One could say that storing program data as "transparent" folders instead of "opaque" binary files is too much detail for the user. And users can accidentally damage something (e.g. delete one of the files inside) more easily. But I have a few counter-points:

1. Many applications already use folders, but they're doing fine.

2. File managers already open many filetypes in an editor by default (e.g. plain text, office docs), but these files are doing fine.

3. A good file manager should recognize most file types and do the more reasonable and safe thing. If JPEG is reimplemented as a folder, clicking on a JPEG should still open the image viewer instead of the folder view. That's already the case with Mac OS app bundles (the example from the original post).

4. Actually, now that folders have a "data" field, it can be used for storing arbitrary metadata. This is extremely powerful and can be used for HIDING extra details from casual users! E.g. there could be a standartized metadata header that hints to the file manager that it should treat the folder as an "opaque" file and not show the user the contents. Now, old applications that already used folders for their internal state, can mark these folders as "opaque" and prevent casual users from messing with the contents! While still allowing to see, move and delete the folder as a whole (unlike hidden folders). And while providing uniform FS access to applications and advanced users.

Man, I really like this idea of arbitrary metadata for folders... It's not as necessary for files, because in practice you can just put the "metadata header" in the beginning of the main "data" (as many file formats do).

Expurple•9mo ago
> I can imagine some performance concerns in the real world.

A friend has pointed out that, for performance reasons, games already tend to sidestep the filesystem and bundle everything into container/archive files, like .pak [1]. It also reminded me of how compile times are often noticeably faster on Linux vs Windows, because its filesystem is better optimized for handling many small files.

Honestly, it's weird and makes me kind of sad. Filesystems are such an important, convenient and (mostly) standardized and portable abstraction. But to this day, it's often a bottleneck and too slow for some domains. It seems like there's a lot of missed opportunity here.

> when the "tree" is actually a sequential array of nameless elements, there's some extra overhead involved with writing and storing made-up file names, as well as sorting by name when reading. This could be remedied by some new API.
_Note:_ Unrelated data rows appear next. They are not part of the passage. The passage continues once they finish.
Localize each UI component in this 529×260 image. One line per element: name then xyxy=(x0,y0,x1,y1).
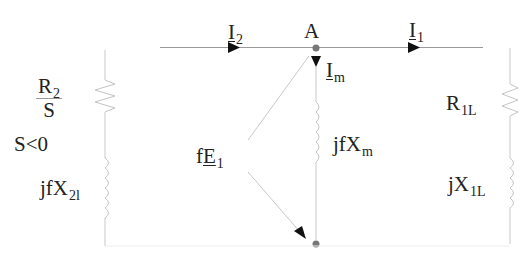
voltage-line-lower xyxy=(248,172,300,232)
jx1l-sub: 1L xyxy=(470,184,486,199)
fe1-label: fE1 xyxy=(196,146,224,167)
fe1-sub: 1 xyxy=(217,156,224,171)
circuit-diagram xyxy=(0,0,529,260)
r2-main: R xyxy=(38,74,52,98)
jfxm-label: jfXm xyxy=(333,134,373,155)
r1l-sub: 1L xyxy=(461,103,477,118)
load-inductor xyxy=(510,158,514,208)
i2-label: I2 xyxy=(228,22,243,43)
jfxm-sub: m xyxy=(362,144,373,159)
jx1l-label: jX1L xyxy=(448,174,486,195)
magnetizing-inductor xyxy=(316,102,319,162)
jx1l-main: jX xyxy=(448,172,469,196)
node-a-label: A xyxy=(304,21,319,42)
fe1-prefix: f xyxy=(196,144,203,168)
im-label: Im xyxy=(326,60,345,81)
i1-label: I1 xyxy=(409,20,424,41)
fe1-main: E xyxy=(203,144,216,168)
r1l-main: R xyxy=(446,91,460,115)
rotor-resistor xyxy=(95,80,115,112)
slip-condition-text: S<0 xyxy=(14,132,48,156)
r2-over-s-label: R2 S xyxy=(36,76,62,121)
jfx2l-sub: 2l xyxy=(69,188,80,203)
i2-sub: 2 xyxy=(236,32,243,47)
s-text: S xyxy=(43,98,55,122)
slip-condition-label: S<0 xyxy=(14,134,48,155)
im-main: I xyxy=(326,58,333,82)
voltage-line-upper xyxy=(248,56,309,140)
im-sub: m xyxy=(334,70,345,85)
load-resistor xyxy=(502,84,518,116)
i1-sub: 1 xyxy=(417,30,424,45)
jfx2l-label: jfX2l xyxy=(40,178,80,199)
i2-main: I xyxy=(228,20,235,44)
voltage-arrow-icon xyxy=(294,226,306,239)
im-arrow-icon xyxy=(311,56,321,67)
s-denominator: S xyxy=(43,100,55,121)
r2-sub: 2 xyxy=(53,86,60,101)
jfxm-main: jfX xyxy=(333,132,361,156)
node-a-text: A xyxy=(304,19,319,43)
i1-main: I xyxy=(409,18,416,42)
r1l-label: R1L xyxy=(446,93,477,114)
jfx2l-main: jfX xyxy=(40,176,68,200)
r2-numerator: R2 xyxy=(38,76,60,97)
node-a-dot xyxy=(313,45,320,52)
rotor-inductor xyxy=(105,158,109,218)
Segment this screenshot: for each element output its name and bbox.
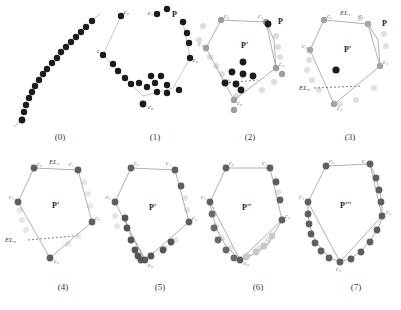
label-c4: c₄ <box>9 194 14 200</box>
label-EL1: EL₁ <box>48 158 60 166</box>
panel-5-graphic: c₀ c₁ c₂ c₃ c₄ P' <box>105 152 205 280</box>
caption-panel-6: (6) <box>238 282 278 292</box>
label-c0: c₀ <box>224 13 229 19</box>
label-c3: c₃ <box>148 262 153 268</box>
label-EL3: EL₃ <box>4 236 16 244</box>
label-c4: c₄ <box>299 194 304 200</box>
panel-6: c₀ c₁ c₂ c₃ c₄ P'' <box>200 152 300 280</box>
label-c4: c₄ <box>198 41 203 47</box>
p3-point-labels: c₀ c₁ c₂ c₃ c₄ <box>302 13 388 111</box>
label-c3: c₃ <box>337 105 342 111</box>
panel-1: c₀ c₁ c₂ c₃ c₄ P <box>95 0 205 132</box>
panel-1-graphic: c₀ c₁ c₂ c₃ c₄ P <box>95 0 205 132</box>
p4-dashed-chord <box>28 236 74 240</box>
label-c2: c₂ <box>383 59 388 65</box>
label-c2: c₂ <box>386 209 391 215</box>
caption-panel-7: (7) <box>336 282 376 292</box>
caption-panel-4: (4) <box>43 282 83 292</box>
label-c0: c₀ <box>134 160 139 166</box>
label-c1: c₁ <box>262 160 267 166</box>
label-c4: c₄ <box>97 48 102 54</box>
label-c0: c₀ <box>329 158 334 164</box>
label-c3: c₃ <box>237 100 242 106</box>
label-c3: c₃ <box>244 260 249 266</box>
label-c1: c₁ <box>359 13 364 19</box>
panel-2: c₀ c₁ c₂ c₃ c₄ P P' <box>196 0 301 132</box>
label-c1: c₁ <box>69 161 74 167</box>
caption-panel-3: (3) <box>330 132 370 142</box>
label-c1: c₁ <box>166 160 171 166</box>
figure-canvas: (0) <box>0 0 401 310</box>
caption-panel-5: (5) <box>140 282 180 292</box>
label-c0: c₀ <box>229 160 234 166</box>
p6-ghost-dots <box>211 177 281 259</box>
label-c1: c₁ <box>258 13 263 19</box>
panel-4: c₀ c₁ c₂ c₃ c₄ EL₁ EL₃ P' <box>6 152 111 280</box>
region-label-P: P <box>278 17 283 26</box>
label-c0: c₀ <box>124 9 129 15</box>
caption-panel-0: (0) <box>40 132 80 142</box>
label-c1: c₁ <box>148 10 153 16</box>
label-EL1: EL₁ <box>339 9 351 17</box>
caption-panel-2: (2) <box>230 132 270 142</box>
panel-7-graphic: c₀ c₁ c₂ c₃ c₄ P''' <box>298 152 401 280</box>
label-c3: c₃ <box>336 266 341 272</box>
panel-6-graphic: c₀ c₁ c₂ c₃ c₄ P'' <box>200 152 300 280</box>
region-label-P: P <box>382 19 387 28</box>
label-c2: c₂ <box>279 61 284 67</box>
region-label-P1: P' <box>149 203 156 212</box>
p5-vertex-dots <box>112 165 193 264</box>
p1-dots <box>100 6 193 108</box>
caption-panel-1: (1) <box>135 132 175 142</box>
p0-edges <box>14 14 100 127</box>
panel-4-graphic: c₀ c₁ c₂ c₃ c₄ EL₁ EL₃ P' <box>6 152 111 280</box>
p5-edges <box>115 168 189 260</box>
region-label-P1: P' <box>241 41 248 50</box>
p4-ghost-dots <box>17 179 93 247</box>
panel-7: c₀ c₁ c₂ c₃ c₄ P''' <box>298 152 401 280</box>
p7-edges <box>308 164 382 262</box>
label-c0: c₀ <box>327 13 332 19</box>
p5-refined-dots <box>122 215 175 264</box>
p5-point-labels: c₀ c₁ c₂ c₃ c₄ <box>106 160 197 268</box>
label-c2: c₂ <box>192 215 197 221</box>
label-c2: c₂ <box>285 213 290 219</box>
label-c4: c₄ <box>302 43 307 49</box>
label-c3: c₃ <box>54 258 59 264</box>
label-c2: c₂ <box>95 215 100 221</box>
label-EL3: EL₃ <box>298 84 310 92</box>
region-label-P: P <box>172 10 177 19</box>
p0-dot-chain <box>19 18 96 124</box>
p7-boundary-dots <box>305 161 386 266</box>
label-c0: c₀ <box>37 161 42 167</box>
label-c4: c₄ <box>201 194 206 200</box>
panel-2-graphic: c₀ c₁ c₂ c₃ c₄ P P' <box>196 0 301 132</box>
p4-edges <box>18 168 92 258</box>
label-c3: c₃ <box>148 104 153 110</box>
region-label-P2: P'' <box>242 203 251 212</box>
label-c4: c₄ <box>106 194 111 200</box>
label-c1: c₁ <box>362 158 367 164</box>
region-label-P3: P''' <box>340 201 352 210</box>
p6-edges <box>210 168 282 260</box>
panel-3-graphic: c₀ c₁ c₂ c₃ c₄ EL₁ EL₃ P P' <box>300 0 401 132</box>
region-label-P1: P' <box>344 45 351 54</box>
panel-5: c₀ c₁ c₂ c₃ c₄ P' <box>105 152 205 280</box>
panel-3: c₀ c₁ c₂ c₃ c₄ EL₁ EL₃ P P' <box>300 0 401 132</box>
p3-interior-dot <box>332 66 339 73</box>
p4-point-labels: c₀ c₁ c₂ c₃ c₄ <box>9 161 100 264</box>
region-label-P1: P' <box>52 201 59 210</box>
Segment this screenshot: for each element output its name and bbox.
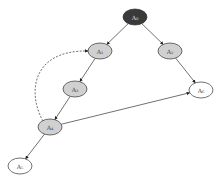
edge-A1-A3 [80,58,95,81]
node-label: A₃ [71,86,79,93]
edge-A0-A2 [142,24,163,45]
node-label: A₂ [166,48,174,55]
node-A5: A₅ [8,158,32,174]
edge-A2-A6 [176,58,196,83]
dag-diagram: A₀A₁A₂A₃A₄A₆A₅ [0,0,223,184]
node-label: A₆ [197,87,205,94]
edge-A4-A5 [25,134,44,159]
node-label: A₄ [46,124,54,131]
node-A6: A₆ [189,82,213,98]
node-A0: A₀ [123,9,147,25]
edge-A4-A6 [61,93,189,124]
nodes-layer: A₀A₁A₂A₃A₄A₆A₅ [8,9,213,174]
node-label: A₁ [96,48,104,55]
node-label: A₅ [16,163,24,170]
node-A1: A₁ [88,43,112,59]
node-A3: A₃ [63,81,87,97]
node-label: A₀ [131,14,139,21]
node-A4: A₄ [38,119,62,135]
edge-A0-A1 [107,24,128,45]
edge-A3-A4 [55,96,70,119]
node-A2: A₂ [158,43,182,59]
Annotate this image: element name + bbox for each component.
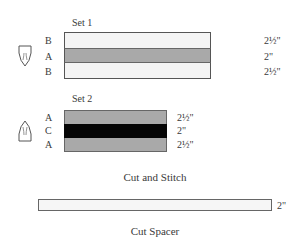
set1-row2-size: 2" — [264, 52, 273, 62]
cut-and-stitch-caption: Cut and Stitch — [100, 172, 210, 183]
set1-band-b-top — [64, 32, 211, 48]
set2-row3-letter: A — [45, 140, 52, 150]
set1-title: Set 1 — [72, 18, 92, 28]
set2-band-c — [64, 124, 167, 138]
set1-row1-size: 2½" — [264, 36, 281, 46]
set2-row3-size: 2½" — [177, 140, 194, 150]
set1-row3-size: 2½" — [264, 67, 281, 77]
set1-band-a — [64, 48, 211, 63]
set2-title: Set 2 — [72, 94, 92, 104]
iron-point-up-icon — [17, 119, 33, 143]
cut-spacer-caption: Cut Spacer — [100, 226, 210, 237]
set2-row2-size: 2" — [177, 126, 186, 136]
set1-row3-letter: B — [45, 67, 52, 77]
set2-band-a-bottom — [64, 138, 167, 152]
set2-band-a-top — [64, 110, 167, 124]
spacer-strip — [38, 199, 272, 211]
spacer-size: 2" — [277, 201, 286, 211]
set2-row1-letter: A — [45, 113, 52, 123]
set1-band-b-bottom — [64, 63, 211, 79]
set1-row2-letter: A — [45, 52, 52, 62]
set2-row2-letter: C — [45, 126, 52, 136]
iron-point-down-icon — [17, 44, 33, 68]
set2-row1-size: 2½" — [177, 113, 194, 123]
set1-row1-letter: B — [45, 36, 52, 46]
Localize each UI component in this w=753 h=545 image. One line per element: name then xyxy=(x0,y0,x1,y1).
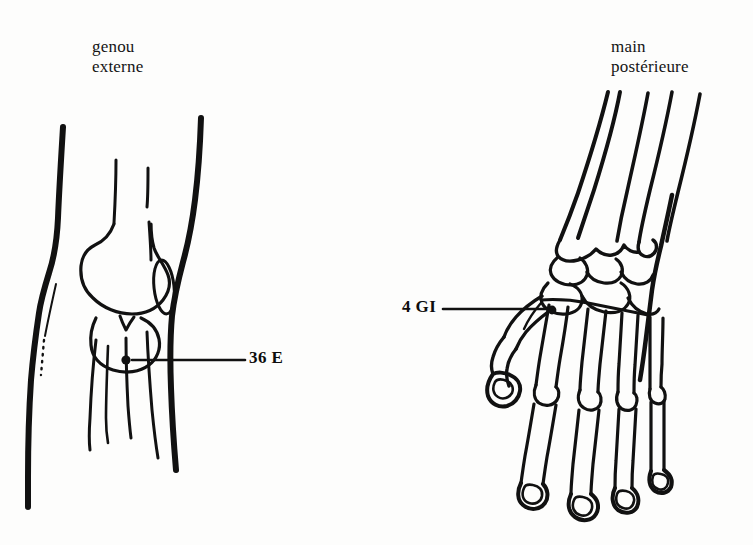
hand-middle-nail xyxy=(573,497,592,516)
knee-skin-contour-posterior xyxy=(28,127,63,507)
hand-carpal-lunate xyxy=(587,259,622,283)
hand-distal-radioulnar-joint xyxy=(556,240,639,261)
hand-figure xyxy=(443,92,700,520)
hand-thumb-proximal-phalanx xyxy=(492,337,505,374)
knee-tibia-shaft-medial xyxy=(89,340,96,450)
hand-ring-nail xyxy=(616,491,634,509)
hand-metacarpal-4-medial xyxy=(618,313,622,392)
hand-index-proximal-phalanx xyxy=(521,404,534,483)
knee-tibia-shaft-lateral xyxy=(126,338,131,438)
hand-index-nail xyxy=(523,485,543,504)
knee-figure-caption: genou externe xyxy=(92,37,143,77)
hand-figure-caption: main postérieure xyxy=(611,37,689,77)
hand-carpal-triquetrum xyxy=(621,272,653,284)
anatomical-plate-page: genou externe main postérieure 36 E 4 GI xyxy=(0,0,753,545)
hand-middle-proximal-phalanx xyxy=(571,410,579,494)
hand-radius-groove xyxy=(667,94,700,241)
hand-ring-proximal-phalanx xyxy=(615,409,619,488)
hand-contour-lateral xyxy=(640,195,672,380)
knee-tibia-crest xyxy=(106,346,108,443)
point-dot-36e xyxy=(121,355,130,364)
hand-metacarpal-3-medial xyxy=(580,309,588,390)
hand-middle-proximal-phalanx-edge xyxy=(591,410,599,494)
hand-ulna-medial xyxy=(578,92,620,238)
hand-little-nail xyxy=(652,474,668,490)
knee-figure xyxy=(28,118,245,507)
hand-metacarpal-4-lateral xyxy=(634,315,638,393)
hand-metacarpal-2-lateral xyxy=(556,307,568,387)
knee-fibula xyxy=(147,332,158,458)
point-label-36e: 36 E xyxy=(249,348,283,368)
anatomy-drawing-canvas xyxy=(0,0,753,545)
hand-thumb-metacarpal xyxy=(504,296,542,337)
knee-dotted-guide-line xyxy=(41,340,44,375)
hand-metacarpal-3-head xyxy=(578,390,601,410)
hand-ring-proximal-phalanx-edge xyxy=(632,409,636,488)
hand-metacarpal-2-head xyxy=(534,385,558,405)
hand-ulnar-styloid xyxy=(638,240,656,257)
hand-index-proximal-phalanx-edge xyxy=(543,405,556,484)
knee-tibial-spine xyxy=(120,316,134,330)
point-label-4gi: 4 GI xyxy=(402,297,436,317)
knee-femur-shaft-lateral xyxy=(147,168,148,207)
hand-metacarpal-5-lateral xyxy=(661,318,663,387)
knee-femur-shaft-medial xyxy=(114,160,116,223)
hand-metacarpal-3-lateral xyxy=(598,311,606,392)
hand-thumb-nail xyxy=(493,380,512,399)
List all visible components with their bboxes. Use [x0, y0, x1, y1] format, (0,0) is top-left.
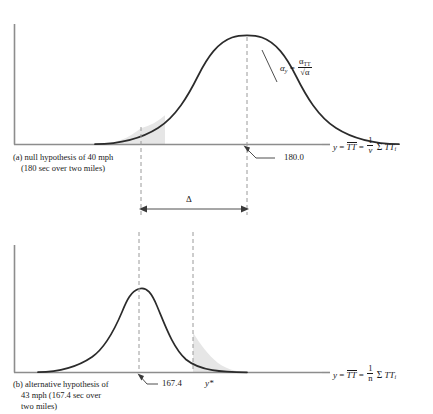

As I keep thinking about it, the fastest approach is still a sequential binary blob. It avoids indirection, fragmentation and needlessly storing separate metadata for each element. A VFS mount could still be implemented on top, for accessing elements through a filesystem interface (something like `my_array_file/0`, reporting the same medatata as the parent).

But if storing separate FS-level metadata for each element is actually desirable and indirection+fragmentation isn't a critical problem, we could use folders for arrays. As a partial optimization, we could introduce a special "ordered" folder type. It requires explicitly ordering the subfiles on write, so that later listing the children is sorted and fast by default.

Option 1. The ordering is a separate metadata in the folder. Subfiles still have unique names that are not related to the ordering. This could be useful for the app, or could be unnecessary. POSIX apps (that don't know about "sorted folders") would still re-sort the subfiles by name and could get a different ordering as the result.

Option 2. The subfiles don't have user-provided names. For POSIX-compatibility, the VFS supports "artificial" file names like 0000000, 0000001, 0000002 (the number of digits according to the FS limits, sorts as text correctly) or 0, 1, 2 (prettier, independent of the FS limits and portable, but doesn't sort correctly as text).

In some sense, this special folder type is against the spirit of the original article. It has special write restrictions that prevent treating every inode the same way (as an arbitratily writetable folder). But it's still in the spirit of the original in the sense of reusing the standard FS abstractions and features as much as possible.